> What needs to be done
A faithful transcript of all the lines below, with no pictures, is the goal here.

[Collection entries]
........

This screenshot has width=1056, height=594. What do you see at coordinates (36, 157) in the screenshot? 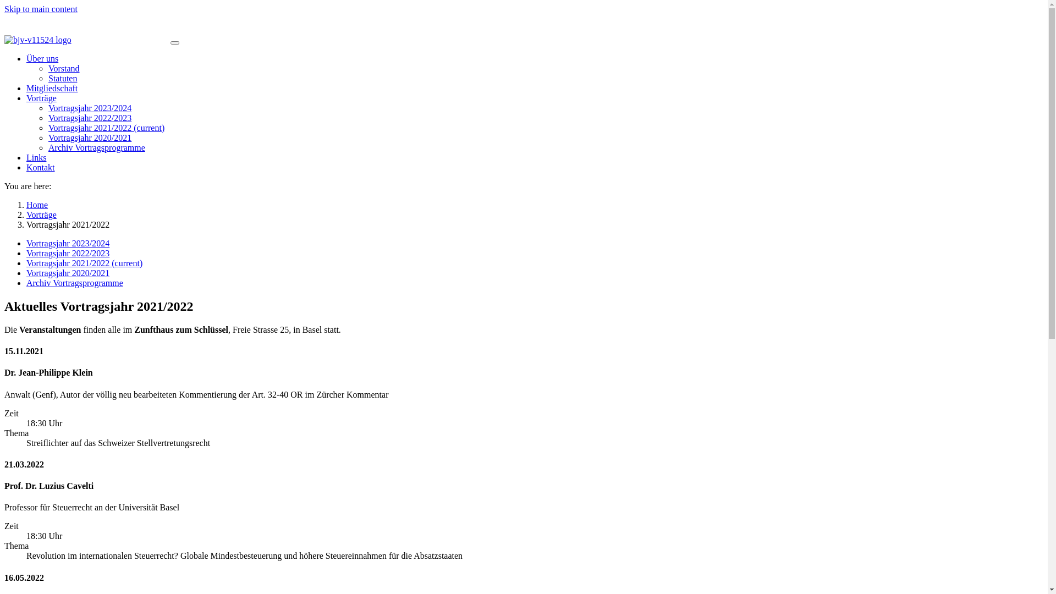
I see `Links` at bounding box center [36, 157].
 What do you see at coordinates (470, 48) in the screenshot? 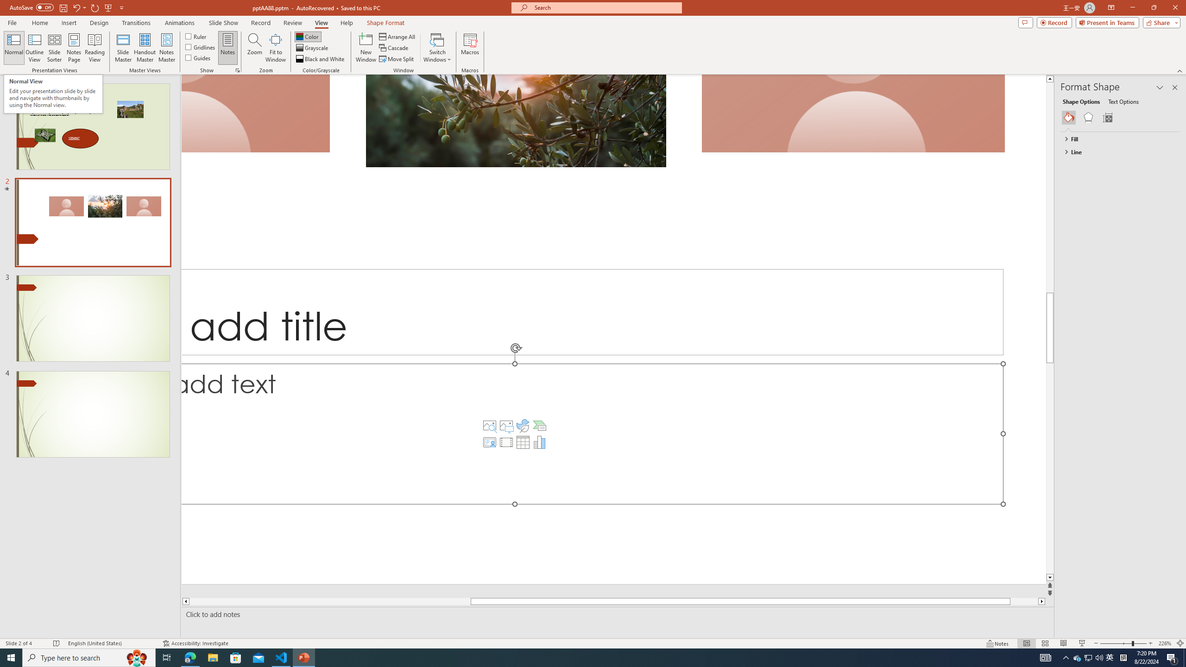
I see `Macros` at bounding box center [470, 48].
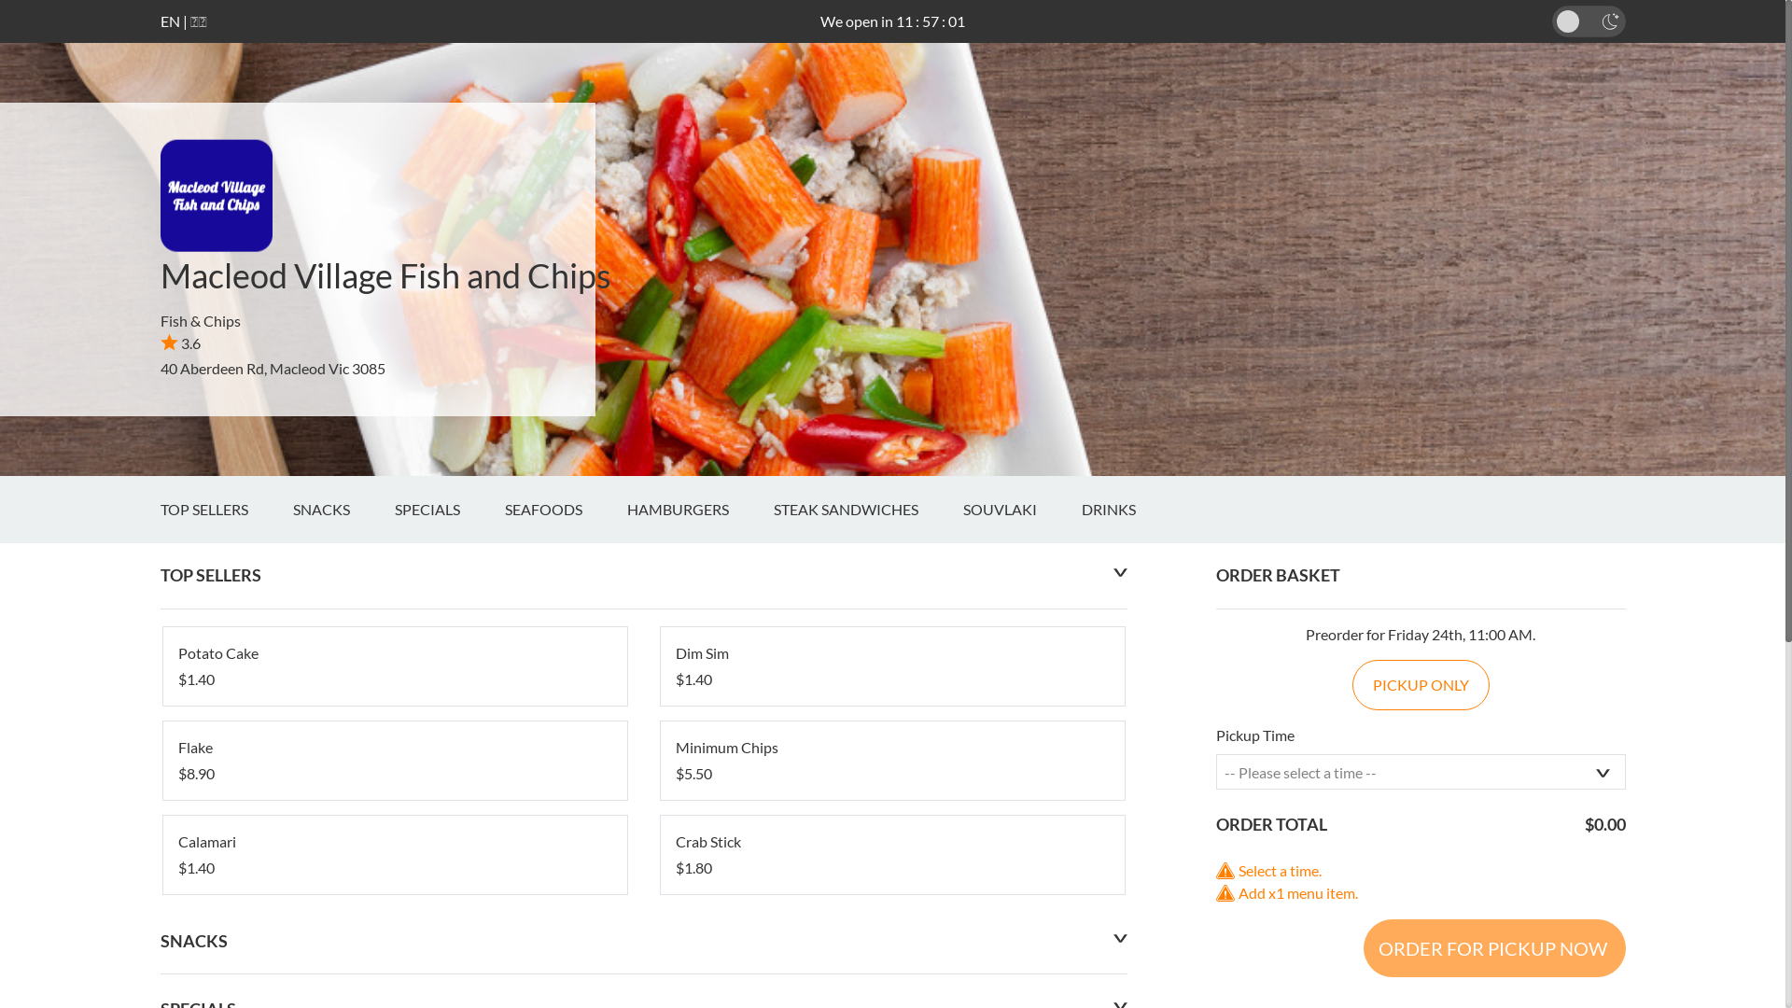  I want to click on STEAK SANDWICHES, so click(868, 510).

........

> Answer section
This screenshot has width=1056, height=594. What do you see at coordinates (36, 157) in the screenshot? 
I see `Links` at bounding box center [36, 157].
 What do you see at coordinates (470, 48) in the screenshot? 
I see `Macros` at bounding box center [470, 48].
  I want to click on STEAK SANDWICHES, so click(868, 510).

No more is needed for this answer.